Jews and Islam Judaism and the Middle East (Peter Beinart)

middle east map

In a recent article, Peter Beinart makes the strong point that American Jews cannot understand the conflict over Israel and Palestine, and that we cannot care properly about Israel without taking Palestine into account. Beinart’s point is to think outside the bubble in which the Jewish establishment so often puts itself in relation to the conflict. Beinart himself understand that the kind of open-ended encounters proposed by him may not always lead to sympathy and concord. But it’s always a good thing to broaden one’s perspective, to look at things you don’t like, including the face of the other, or your own ugly face in the mirror, and to listen to other people, even if you don’t have to accept everything they have to say about you to you.

I would only want to make Beinart’s point even bigger. It might very well be the case, it probably is, that it is impossible to understand modern Jewish life not just in Israel but even outside Israel as a world-citizen today without Islam. By this I mean two things: [1] the place of Arabs and Islam, indeed, the place of Palestine in Israel, which is Beinart’s point, and [2] the place occupied by the Jewish people, by Jewish history and Jewish cultural geography, and by Israeli politics in the larger Islamic and Arabic worlds. To not be able to grasp this is to lose a world and a sense of worldliness that was supposed to be a hallmark of the modern Jewish condition, both in Israel and in the Diaspora.

At the same time and conversely, this might also mean coming to a better understanding of Islam and Arab political currents, and the way Jews, Judaism, and Israel have nothing to do with what’s happening in Egypt, Tunisia, and Syria. It’s always important “to know one’s place” in the world. Sometimes, yes, Israel is not at the center of the universe, even in the Middle East. This is all predicated on what might be the false assumption that the relation between Israel and the Arab and Islamic worlds need not always be zero-sum, at least not forever like it still appears to be the case now in the eyes of many, often paranoiacs and/or polemicists, both inside and outside the region on both sides of what still remains a cultural and political divide between Islam and Judaism.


Both the line containing "I need the location" and the line containing "Where is each" belong to the span. Output exactly that span from the listing below, and nothing outside it.

==*==

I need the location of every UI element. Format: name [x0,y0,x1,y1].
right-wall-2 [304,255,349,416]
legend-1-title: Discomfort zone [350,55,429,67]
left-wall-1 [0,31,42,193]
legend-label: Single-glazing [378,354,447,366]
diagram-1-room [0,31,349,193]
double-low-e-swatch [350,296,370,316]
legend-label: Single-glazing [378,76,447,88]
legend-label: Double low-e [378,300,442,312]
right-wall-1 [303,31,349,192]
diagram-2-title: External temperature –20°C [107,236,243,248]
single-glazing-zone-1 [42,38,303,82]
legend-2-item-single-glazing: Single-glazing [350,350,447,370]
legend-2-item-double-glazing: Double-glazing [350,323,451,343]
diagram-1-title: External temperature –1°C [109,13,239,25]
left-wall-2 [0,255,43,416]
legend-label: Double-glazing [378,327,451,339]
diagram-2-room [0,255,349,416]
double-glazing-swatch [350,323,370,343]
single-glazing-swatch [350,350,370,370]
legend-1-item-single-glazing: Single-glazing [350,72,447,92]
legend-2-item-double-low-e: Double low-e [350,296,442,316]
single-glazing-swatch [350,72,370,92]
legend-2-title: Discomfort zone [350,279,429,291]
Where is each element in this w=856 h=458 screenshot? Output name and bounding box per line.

==*==

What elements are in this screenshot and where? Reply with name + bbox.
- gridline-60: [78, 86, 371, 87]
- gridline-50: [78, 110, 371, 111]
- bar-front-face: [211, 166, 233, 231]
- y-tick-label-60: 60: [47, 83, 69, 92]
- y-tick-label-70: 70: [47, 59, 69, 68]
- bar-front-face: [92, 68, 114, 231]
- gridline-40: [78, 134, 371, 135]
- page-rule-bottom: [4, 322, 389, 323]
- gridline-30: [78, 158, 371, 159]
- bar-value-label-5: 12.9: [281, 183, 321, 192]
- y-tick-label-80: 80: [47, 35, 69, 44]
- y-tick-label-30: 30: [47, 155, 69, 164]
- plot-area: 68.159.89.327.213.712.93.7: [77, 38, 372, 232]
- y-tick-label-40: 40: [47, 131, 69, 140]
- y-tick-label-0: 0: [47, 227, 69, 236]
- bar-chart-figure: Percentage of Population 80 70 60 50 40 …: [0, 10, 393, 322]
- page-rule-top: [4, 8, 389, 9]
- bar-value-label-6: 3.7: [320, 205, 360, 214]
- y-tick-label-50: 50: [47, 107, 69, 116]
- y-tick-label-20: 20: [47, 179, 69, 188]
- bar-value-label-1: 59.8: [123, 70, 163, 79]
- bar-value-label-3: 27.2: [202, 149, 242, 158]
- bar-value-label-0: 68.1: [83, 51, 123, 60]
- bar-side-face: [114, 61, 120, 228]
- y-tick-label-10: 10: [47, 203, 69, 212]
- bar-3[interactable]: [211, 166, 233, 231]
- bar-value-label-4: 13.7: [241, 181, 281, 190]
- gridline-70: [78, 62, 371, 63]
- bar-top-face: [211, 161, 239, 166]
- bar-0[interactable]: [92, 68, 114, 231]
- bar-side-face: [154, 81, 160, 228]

==*==

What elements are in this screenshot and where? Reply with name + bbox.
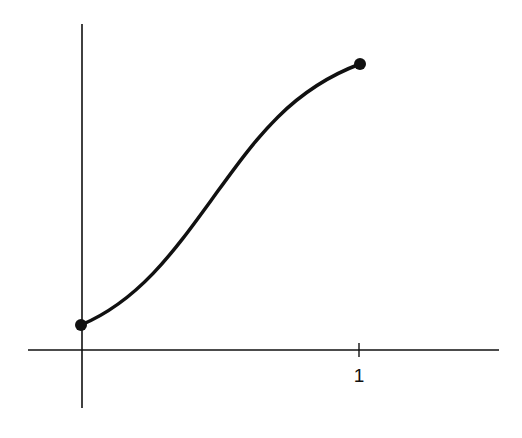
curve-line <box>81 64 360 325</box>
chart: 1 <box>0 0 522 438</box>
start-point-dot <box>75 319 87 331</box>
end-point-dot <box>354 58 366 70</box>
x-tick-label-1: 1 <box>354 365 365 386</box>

==*==

● **Problem solution**
I need the location of every UI element. Format: name [x0,y0,x1,y1].
right-wall-2 [304,255,349,416]
legend-1-title: Discomfort zone [350,55,429,67]
left-wall-1 [0,31,42,193]
legend-label: Single-glazing [378,354,447,366]
diagram-1-room [0,31,349,193]
double-low-e-swatch [350,296,370,316]
legend-label: Single-glazing [378,76,447,88]
legend-label: Double low-e [378,300,442,312]
right-wall-1 [303,31,349,192]
diagram-2-title: External temperature –20°C [107,236,243,248]
single-glazing-zone-1 [42,38,303,82]
legend-2-item-single-glazing: Single-glazing [350,350,447,370]
legend-2-item-double-glazing: Double-glazing [350,323,451,343]
diagram-1-title: External temperature –1°C [109,13,239,25]
left-wall-2 [0,255,43,416]
legend-label: Double-glazing [378,327,451,339]
diagram-2-room [0,255,349,416]
double-glazing-swatch [350,323,370,343]
single-glazing-swatch [350,350,370,370]
legend-1-item-single-glazing: Single-glazing [350,72,447,92]
legend-2-item-double-low-e: Double low-e [350,296,442,316]
single-glazing-swatch [350,72,370,92]
legend-2-title: Discomfort zone [350,279,429,291]
Where is each element in this w=856 h=458 screenshot? Output name and bounding box per line.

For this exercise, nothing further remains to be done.